Does the Bush Winch Need a Differential Lock or Traction Control?

4WD

If you’ve read the previous article and know your way around a 4WD, there’s a good chance one question will start forming: what about the differential, when winching off the vehicle wheels? This can be answered simply by the statement in the Bush Winch FAQ: “The Bush Winch can be used on both automatic and manual vehicles whether AWD, 2WD or 4WD, with or without Traction Control, and there is no requirement for a Differential Lock.” This article explains why that’s true.

What a Differential Actually Does
Every vehicle has a differential sitting in the middle of the axle between its drive wheels. When a vehicle goes around a corner, the outside wheel has to travel further than the inside wheel, so it needs to turn faster. The differential is what allows the two wheels on the same axle to spin at different speeds while both still receive power from the engine.

A differential will always direct power to whichever wheel offers the least resistance. On firm ground that’s not a problem, because both wheels have similar grip. However, lift one wheel off the ground, or put it on ice or loose sand, and the differential will happily direct all the engine’s power to that one freely spinning wheel, while the wheel still sitting on firm ground, which has grip and could move the vehicle, gets none. That’s the classic “one wheel spinning uselessly while the vehicle goes nowhere” scenario. It’s exactly why differential locks and traction control devices exist, to force both wheels to turn regardless of how much grip each one has.

The Natural and Reasonable Assumption
This being the case, it’s logical to assume a wheel-mounted winch would run straight into this problem. The thinking goes: if the winch is attached to one wheel and that wheel is under load, resisting rather than spinning freely, won’t the differential simply do what it always does and divert all the power to the other wheel, which is spinning freely?
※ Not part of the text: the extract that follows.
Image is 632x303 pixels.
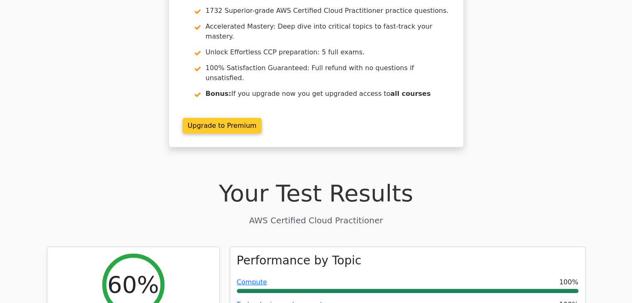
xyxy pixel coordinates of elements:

What Is Done to Negate This Issue
The Bush Winch kit provides two winch drums, one for each wheel of the chosen axle. Each wheel has its own drum and its own winch rope running out to its own anchor point. Both wheels are doing the same job simultaneously. Both are under tension, both are winding in rope, and both are pulling the vehicle forward together.

The differential is effectively bypassed. When both wheels on the axle are pulling hard on their winch ropes connected to the anchor points at the same time, there is no side of least resistance for the differential to favor. It simply does what it does on a normal road, splits the engine’s power between the two wheels.

Traction Control
Traction Control works on a similar principle to a differential lock, but electronically rather than mechanically. It constantly monitors for a wheel that’s spinning faster than the others, as a sign that the vehicle has lost grip, and briefly applies the brake or cuts power to the spinning wheel to redirect engine power to the one that still has traction. It’s the modern, computer-controlled answer to the same “one wheel spinning free” problem a differential creates.

The reason it doesn’t interfere with the Bush Winch is the same reason the differential doesn’t cause a problem: there’s no spinning, ungripped wheel for it to react to. Both wheels on the winching axle are under tension and turning at matched, controlled speed as they wind in their ropes. Traction Control has nothing to correct.

The next article in this series looks at the physics of a real recovery, working through what actually happens in soft sand and how a wheel-mounted system compares to a conventional bullbar winch step by step.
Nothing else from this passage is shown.